Curtain up for ctd.qmat! We’re celebrating our new name with a custom quantum groove by loop artist Konrad Kuechenmeister.
15 lecturers receive the "Prize for Good Teaching" from the Bavarian Ministry of Science. A physicist from ct.qmat at Würzburg is among them.
An international team of scientists collaborating within the Würzburg-Dresden Cluster of Excellence ct.qmat has achieved a breakthrough in quantum research – the first detection of excitons in a topological insulator. The findings have been published in the journal Nature Communications.
Elena Hassinger has been appointed Professor of Low-Temperature Physics of Complex Electron Systems at the Cluster of Excellence ct.qmat. The professorship has been newly established at TU Dresden. The researcher is an expert in solid-state physics at very low temperatures down to 0.01 Kelvin (-273.14 °C). She studies unusual quantum phenomena that only occur in the freezing cold, with the focus currently being on cerium rhodium arsenic (CeRh2As2) – a promising unconventional superconductor.
With 2.5 million euros from the European Research Council, Professor Vladimir Dyakonov will be able to pursue the development of a novel quantum sensor: The physicist was awarded an ERC Advanced Grant.
A Dresden research team led by solid-state physicist Dr. Axel Lubk has succeeded in imaging the magnetic field of tiny magnetic nanovortices – called skyrmions – in three dimensions with a resolution of seven millionths of a millimeter. This is the first time ever that this has been achieved.

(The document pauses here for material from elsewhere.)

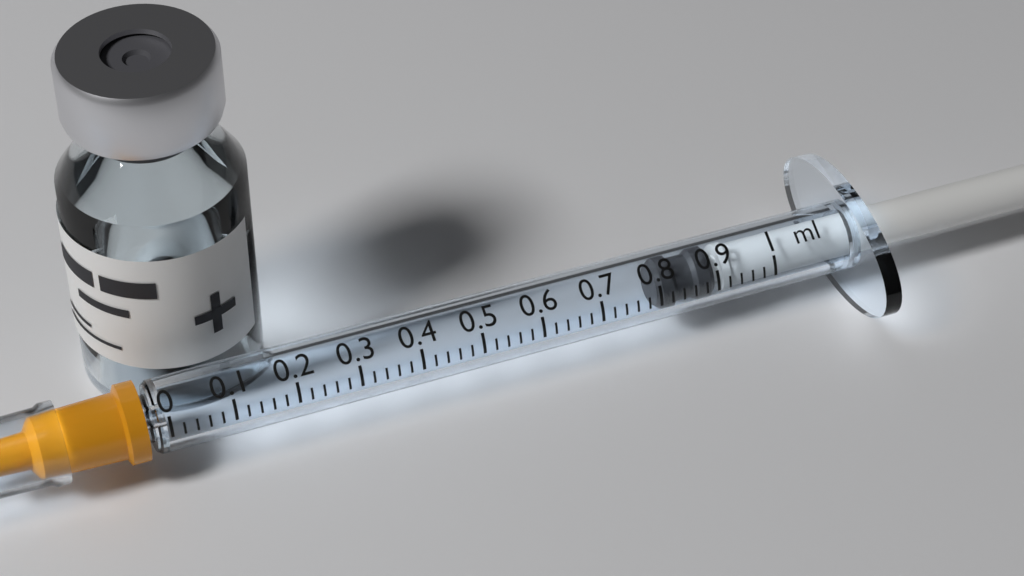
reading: 0.80 ml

The study of ultra-pure materials still has many ways to surprise and delight! For delafossite metals it was shown that wires sculpted from the same single crystal have very different resistivities depending on the angle at which they are cut. From the fundamental physics point of view, the laws of bulk resistivity are being broken.
Dr. Tobias Meng is awarded the Heinz Maier-Leibnitz Prize 2022 by the Deutsche Forschungsgemeinschaft and the Federal Ministry for Education and Research. This Prize is considered Germany’s most important award for early career researchers, and is endowed with 20,000 Euros.
The special structure of the atomic lattice of potassium-vanadium-antimony leads to an extraordinary combination of outstanding quantum properties, which have now been demonstrated for the first time and could enable a completely new type of superconductivity. Prof. Ronny Thomale, Würzburg researcher of the Cluster of Excellence ct.qmat, predicted such quantum effects theoretically already ten years ago. The latest experimental results have been published in the journal Nature.
Prof. Claudia Felser, Director at the Max Planck Institute for Chemical Physics of Solids Dresden and principal investigator of the Cluster of Excellence ct.qmat, will be awarded the Max Born Prize 2022 for her outstanding scientific contributions to physics.
An international research team from the Cluster of Excellence ct.qmat has demonstrated a completely novel state of matter in a metal. It is created by the combination of four electrons – until now, only electron pairs were known. The results have been published in the journal Nature Physics.
Researchers from the Cluster of Excellence ct.qmat have recently conceived and realized a new quantum material. The research results have appeared in the journal Nature Communications.
Physicists from the Würzburg–Dresden Cluster of Excellence ct.qmat have discovered a minimum distance at which electrons in wires made of quantum materials must flow in order to conduct electricity in a dissipationless manner. The research results have been published in the journal Physical Review Letters.